*** Material for this exercise

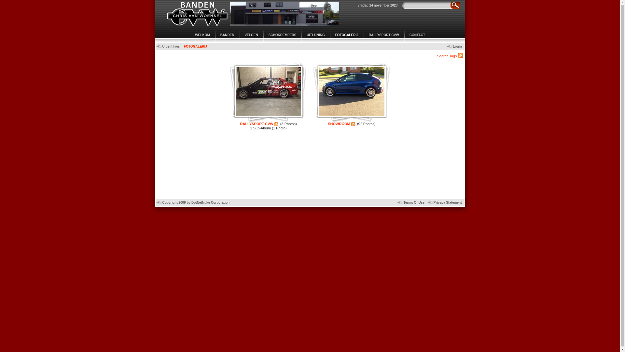  Describe the element at coordinates (460, 55) in the screenshot. I see `FOTOGALERIJ: Latest Photos` at that location.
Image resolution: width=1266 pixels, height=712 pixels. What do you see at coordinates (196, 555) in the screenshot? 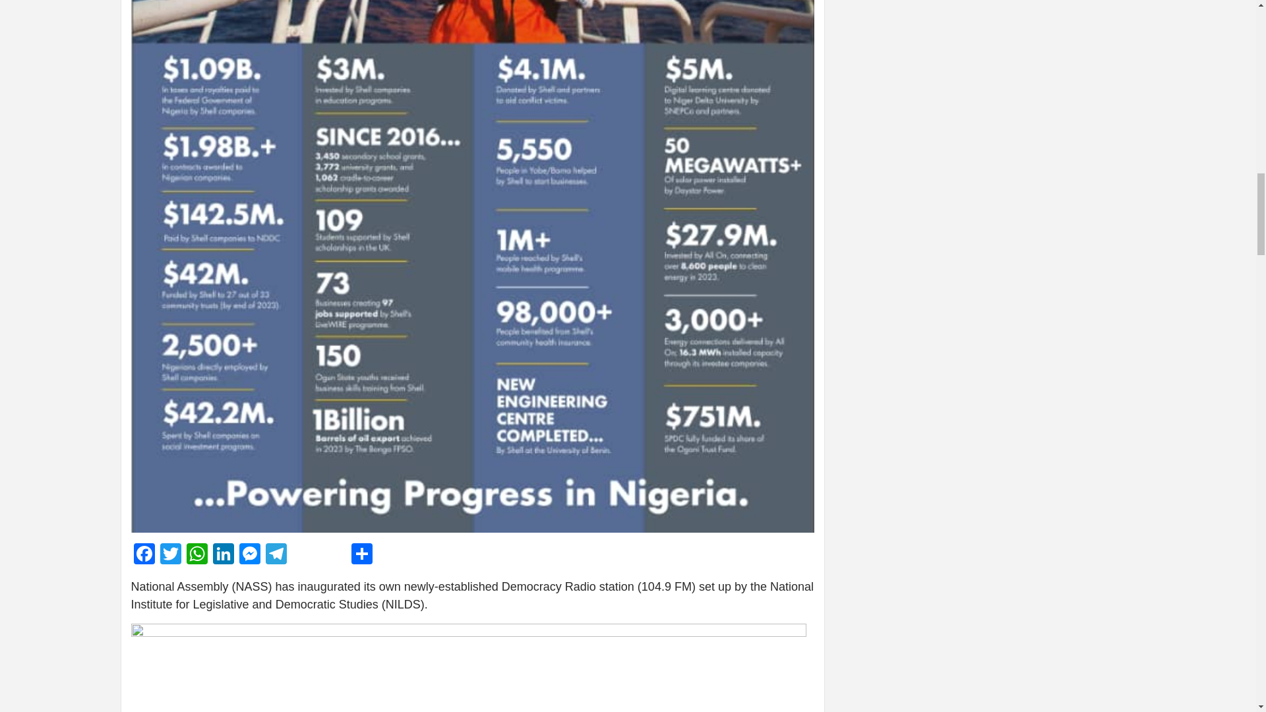
I see `WhatsApp` at bounding box center [196, 555].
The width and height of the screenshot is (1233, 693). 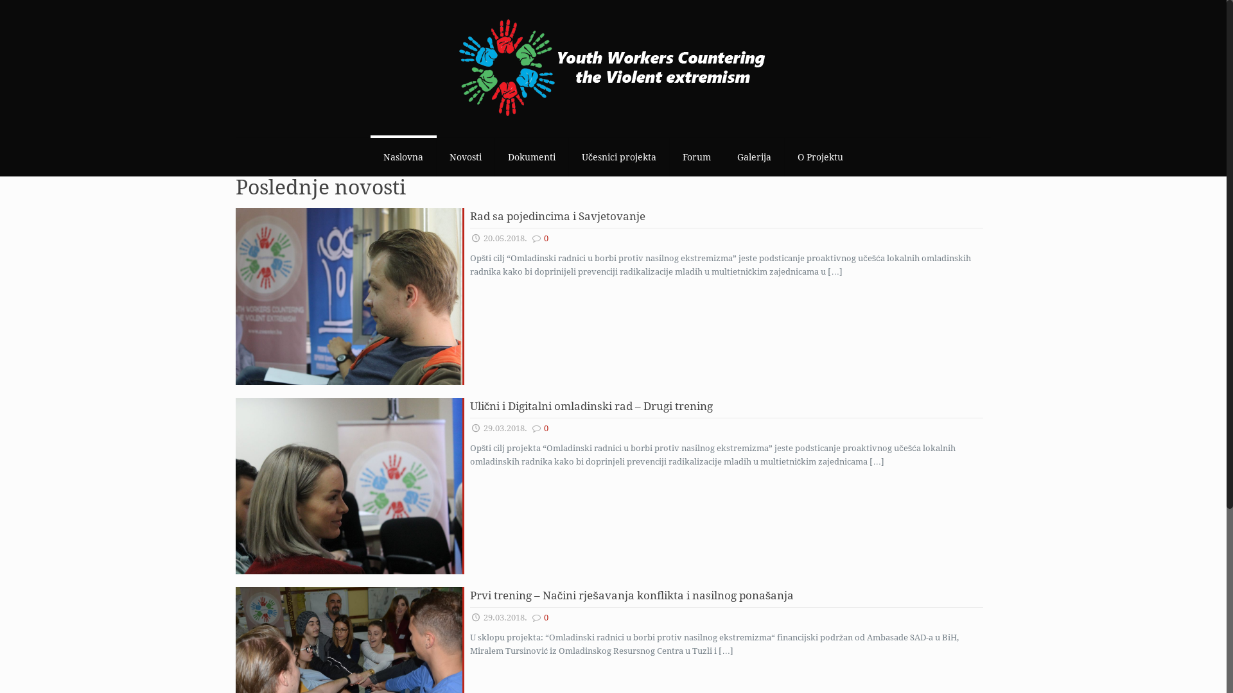 I want to click on Dokumenti, so click(x=532, y=157).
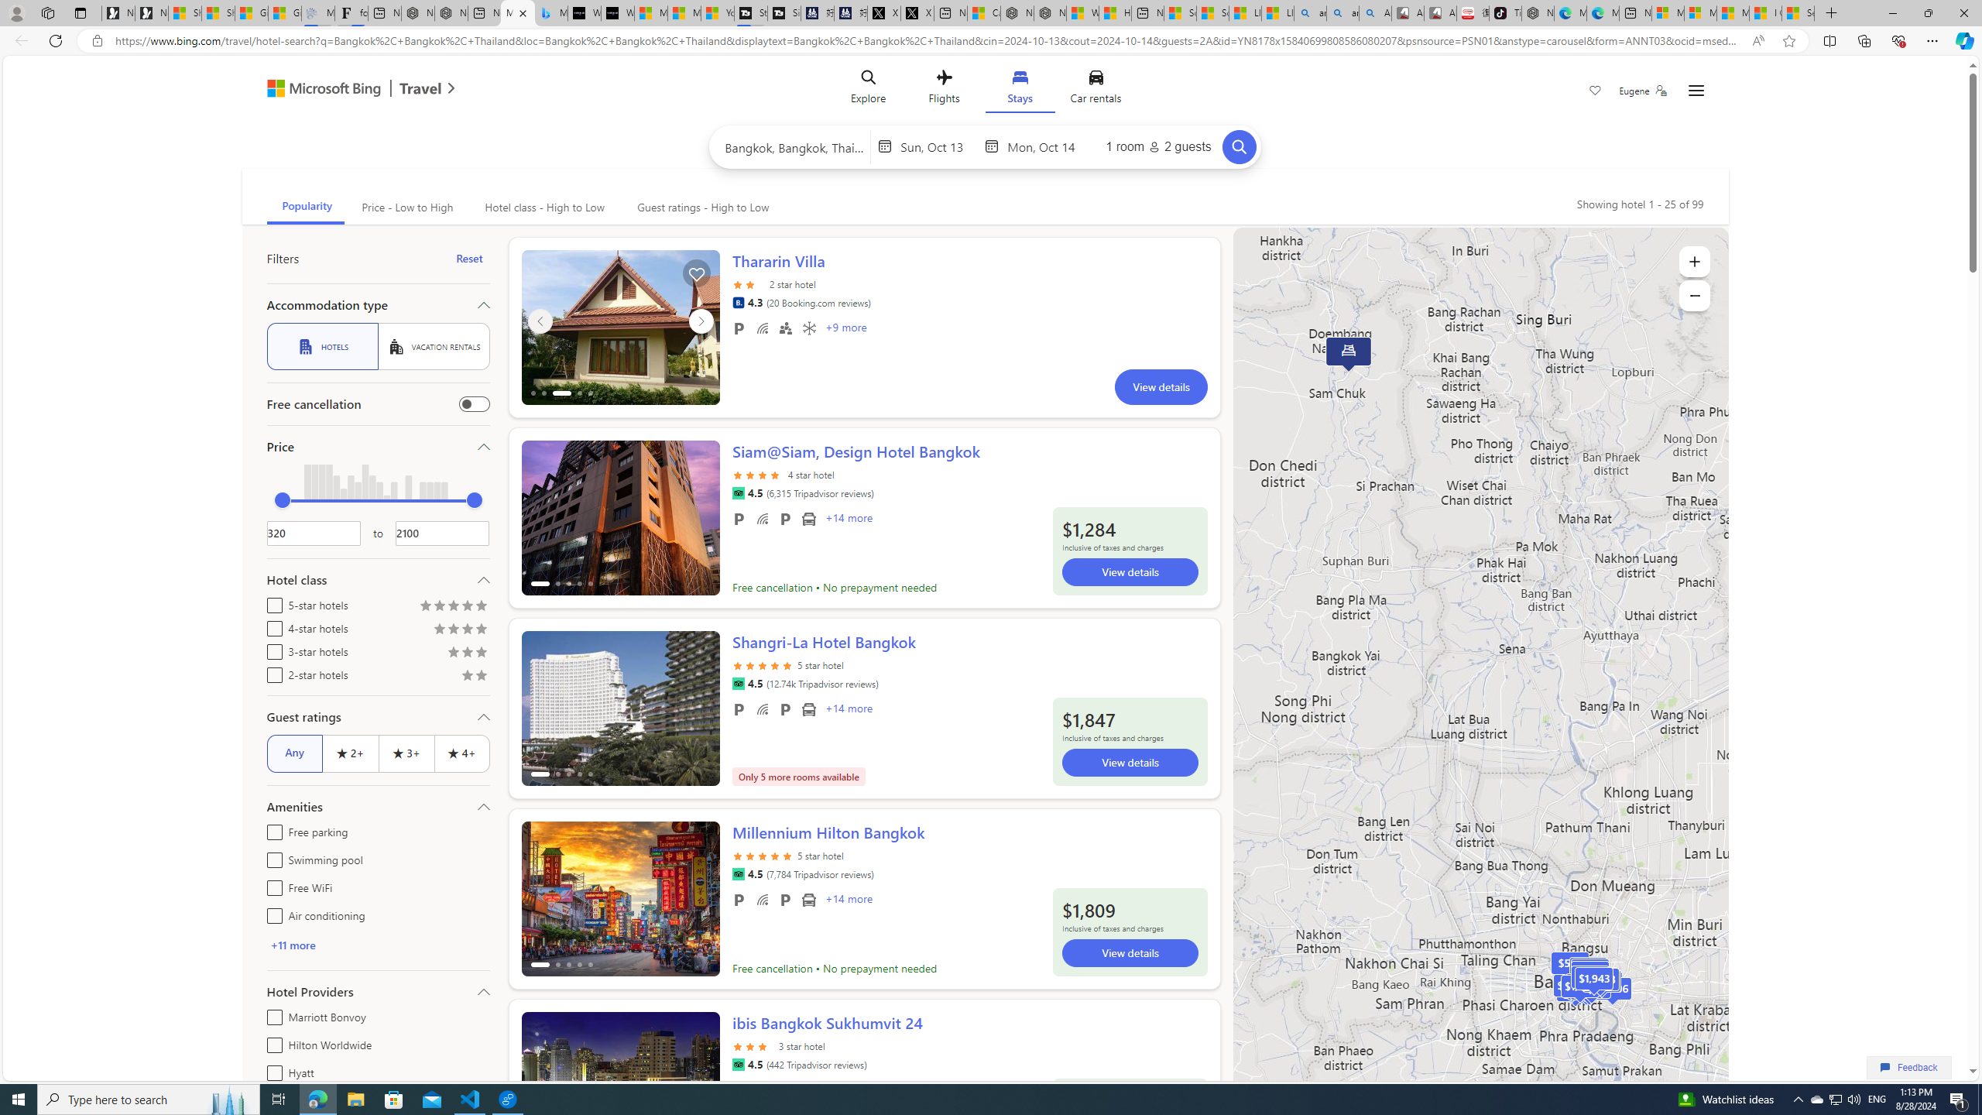  Describe the element at coordinates (808, 900) in the screenshot. I see `Airport transportation` at that location.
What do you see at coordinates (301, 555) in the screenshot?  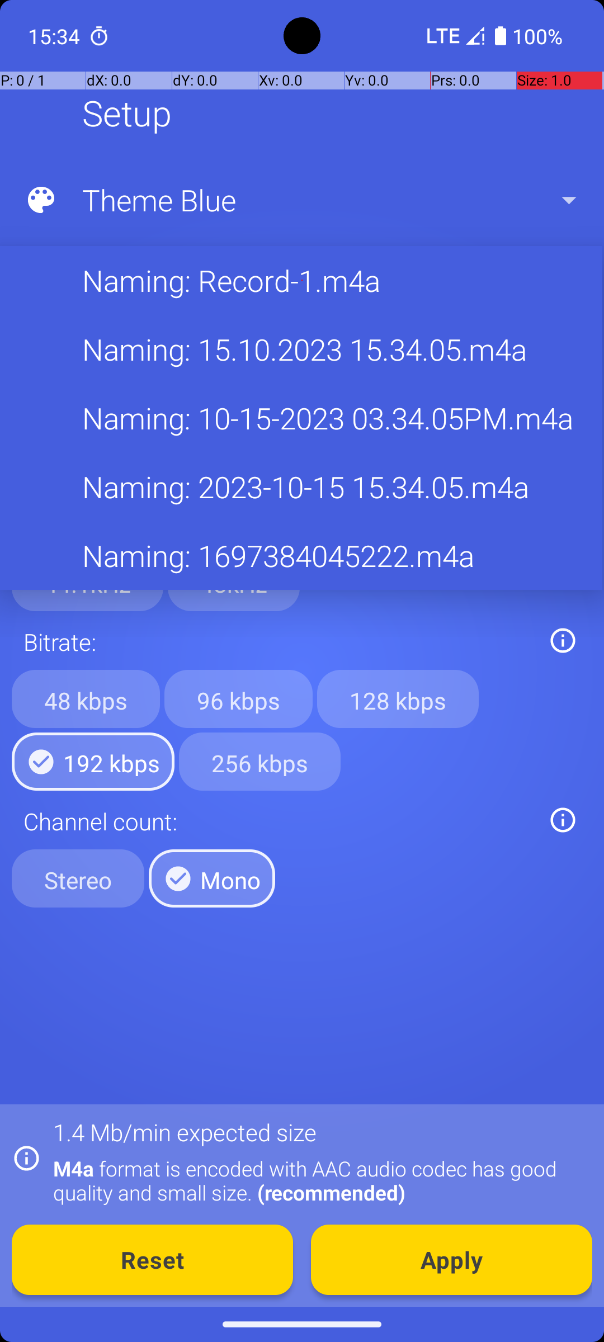 I see `Naming: 1697384045222.m4a` at bounding box center [301, 555].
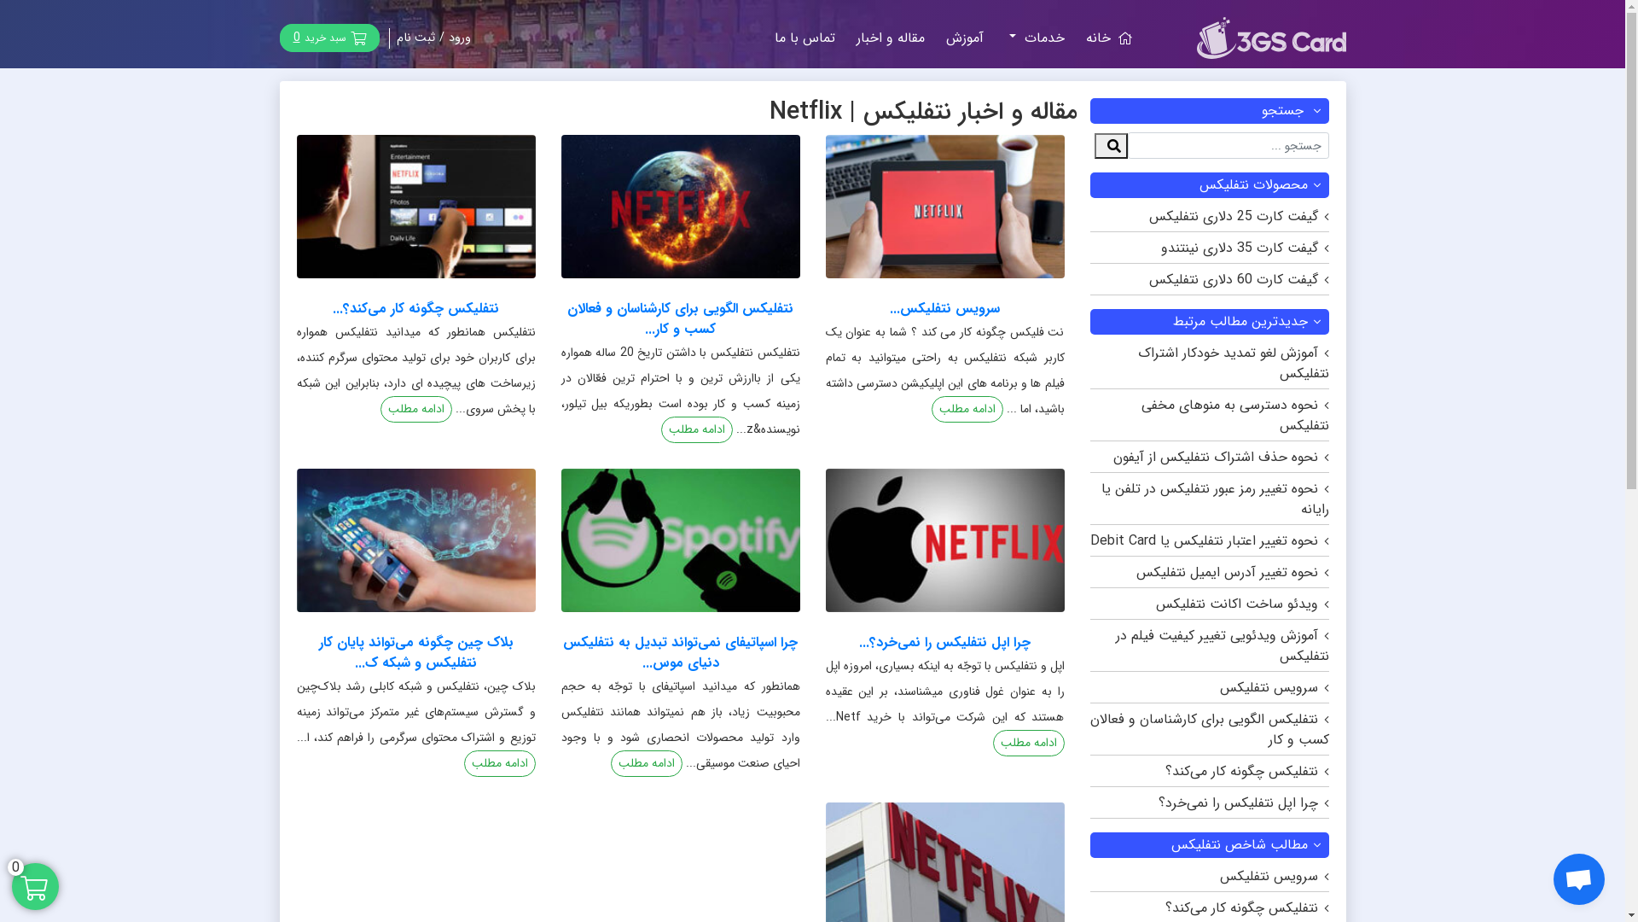 The width and height of the screenshot is (1638, 922). Describe the element at coordinates (36, 886) in the screenshot. I see `0` at that location.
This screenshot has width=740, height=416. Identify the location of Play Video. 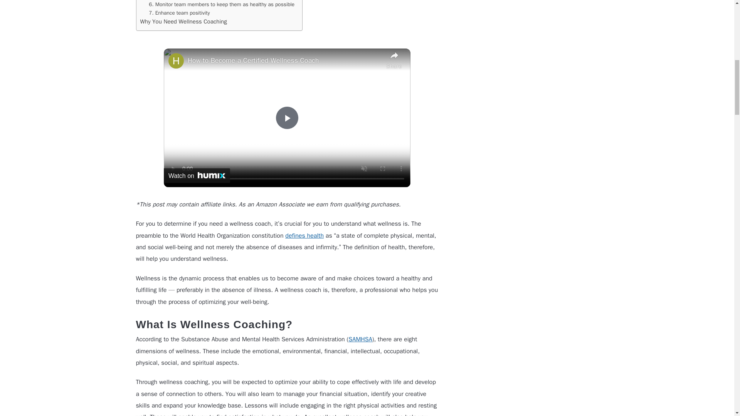
(287, 118).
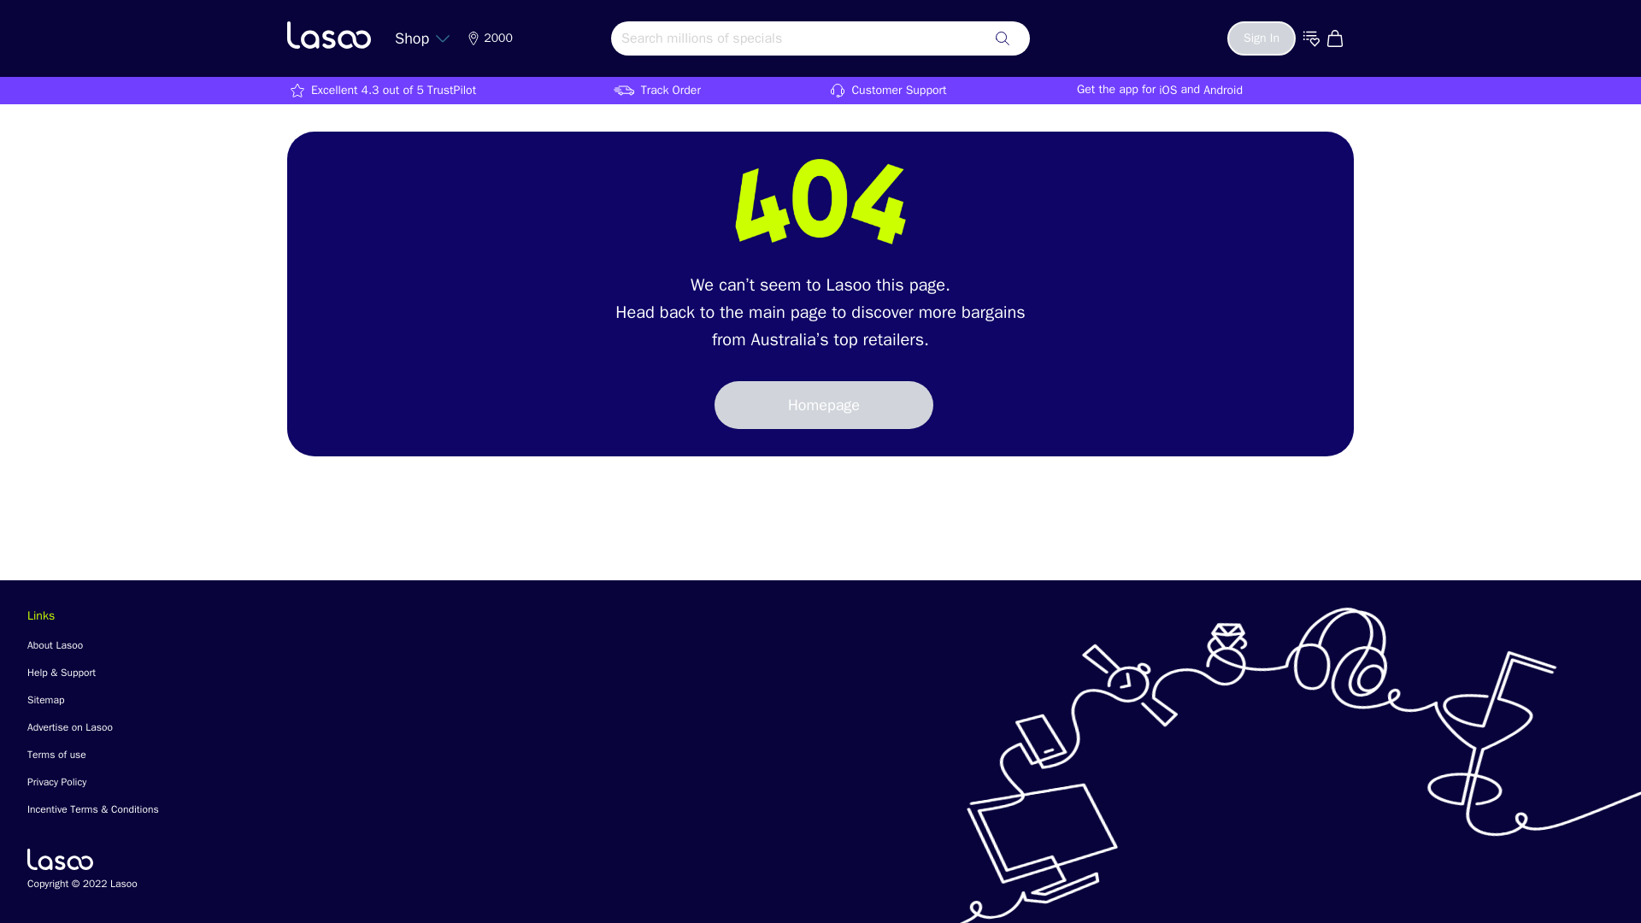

******

### Exercise requirements
Only the lines from the line containing "This screenshot has" through the end of the material should be retyped, exactly and in full, with no pictures.

### Response for this exercise
This screenshot has width=740, height=416. Identify the location of Play Video. 
(287, 118).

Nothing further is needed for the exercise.